By John Gruber
WorkOS: APIs to ship SSO, SCIM, FGA, and User Management in minutes. Check out their launch week.
According to Goldman Sachs, Apple makes more profit from mobile phone sales than the entire rest of the industry combined.
Update: Actually, it doesn’t appear to be the entire industry — just RIM, Motorola, Nokia, HTC, and Sony Ericsson. So the list doesn’t include Samsung and LG. But still: striking.
Fascinating insight from Paul Graham on ideas and the act of thinking. Very true for me.
That pink triangle for the iPad is rather amazing — it’s already bigger than the iPod, and the iPod segment includes the iPod Touch. Update: An alternative view on the same data from Macworld.
I think this is the clip from the next Christopher Nolan movie they’re showing at ComicCon.

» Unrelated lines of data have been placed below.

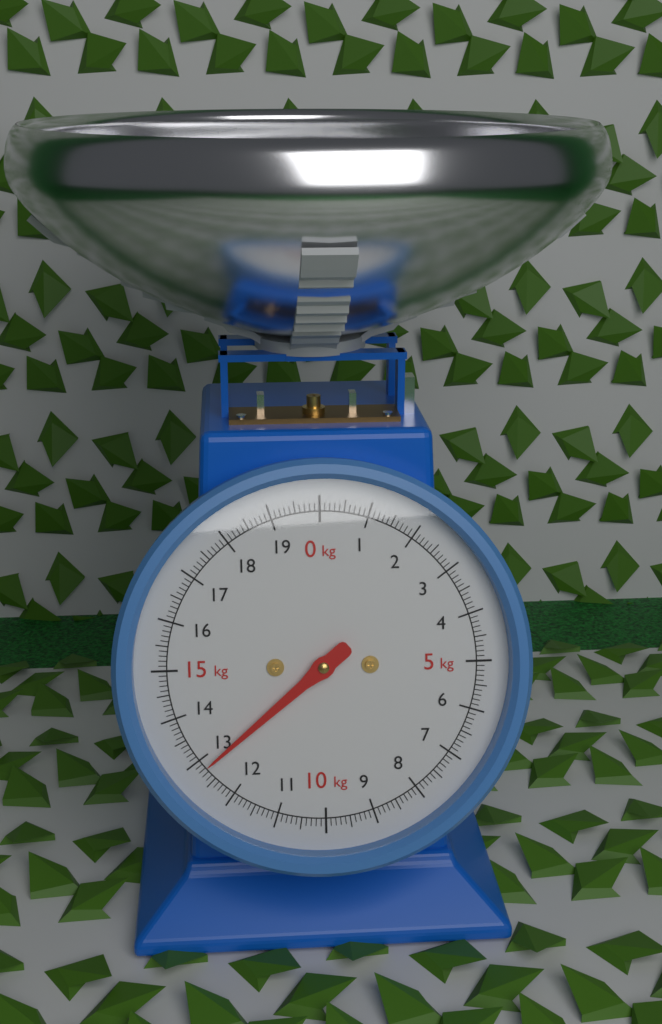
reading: 12.8 kg
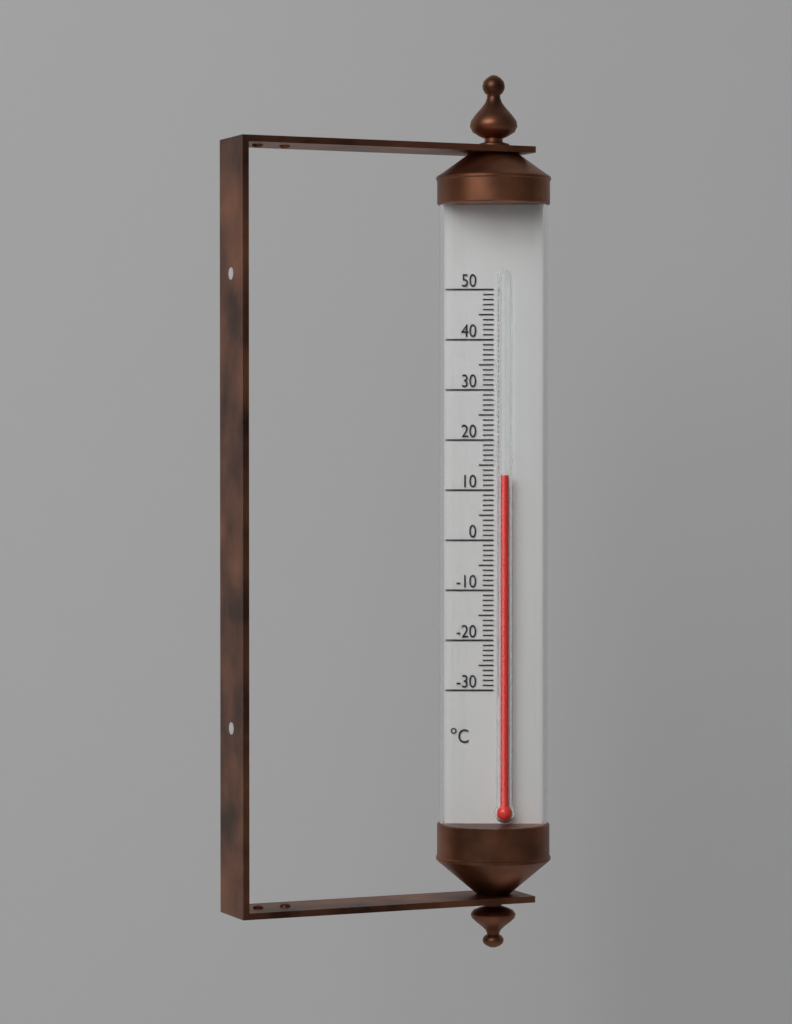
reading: 13 °C
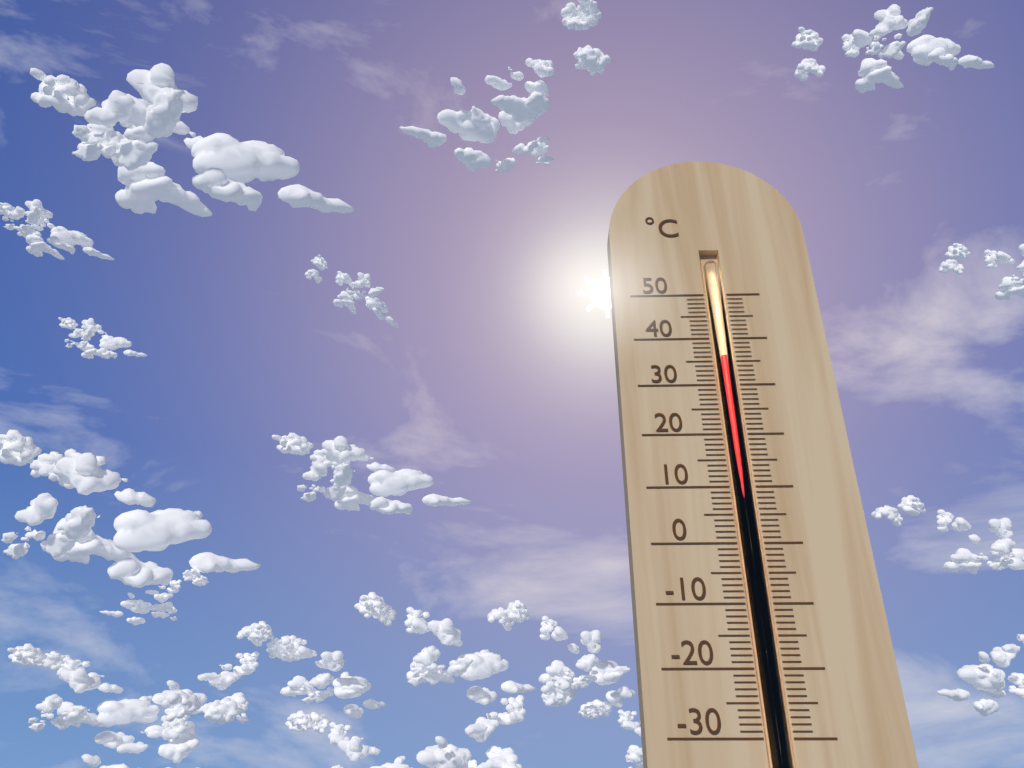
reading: 36 °C
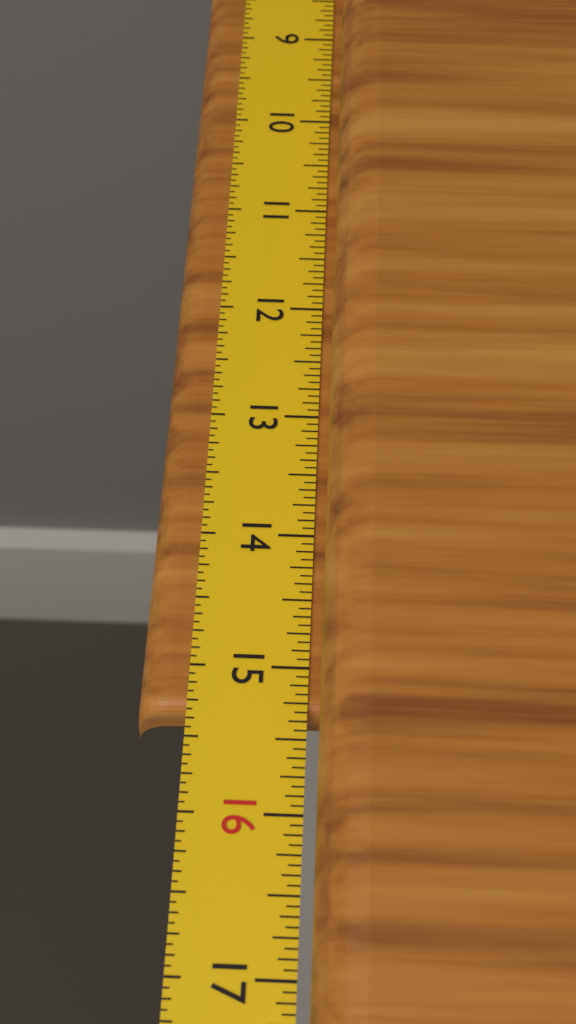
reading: 15.3125 in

Responding to a local TV report polling users to report their own dropped call rate on the major US cell networks, an AT&T spokesperson responded:
Statistically valid drive test shows the AT&T network continues to deliver the nation’s fastest 3G network and near best-in-class call retainability nationwide. AT&T’s network dropped only 1.44 percent of calls nationwide, within two-tenths of 1 percent of the industry leader and a difference of less than two calls out of 1,000.
That’s from May, this year. But it’s not specific to 3G, and not specific to the iPhone. For all we know, the iPhone 3GS is far better or worse than AT&T’s overall average. The other thing that’s interesting is that this 1.44 percent number comes from a “statistically valid drive test” — according to Steve Jobs last week, AT&T logs all dropped calls, so they should be able to state their actual dropped call rate, not just the rate from a “drive test”. One can only presume their actual dropped call rate is at least a bit higher than this 1.44 percent rate.
Update: On the other hand, a couple of readers suggest that drive tests are actually a better gauge, at least if you’re trying to judge the network itself. They isolate the test from problems that might be from the phones. So I think this 1.44 percent number might be a good baseline for judging phones on AT&T’s network.
Tom de Castella:
Selecting a font is like getting dressed, Ms Strawson says. Just as one chooses an outfit according to the occasion, one decides on a font according to the kind of message you are seeking to convey.
So the knock against e-books, in my opinion, is that they’re not carefully dressed like print books are. They’re wearing generic uniforms.
On slide 11 from AT&T’s Q4 2009 financial results presentation, they claim a dropped call rate for 3G calls of 0.91 percent for December 2009, down from 1.18 percent the year prior. We don’t know whether the iPhone 3GS already exceeded this average, though.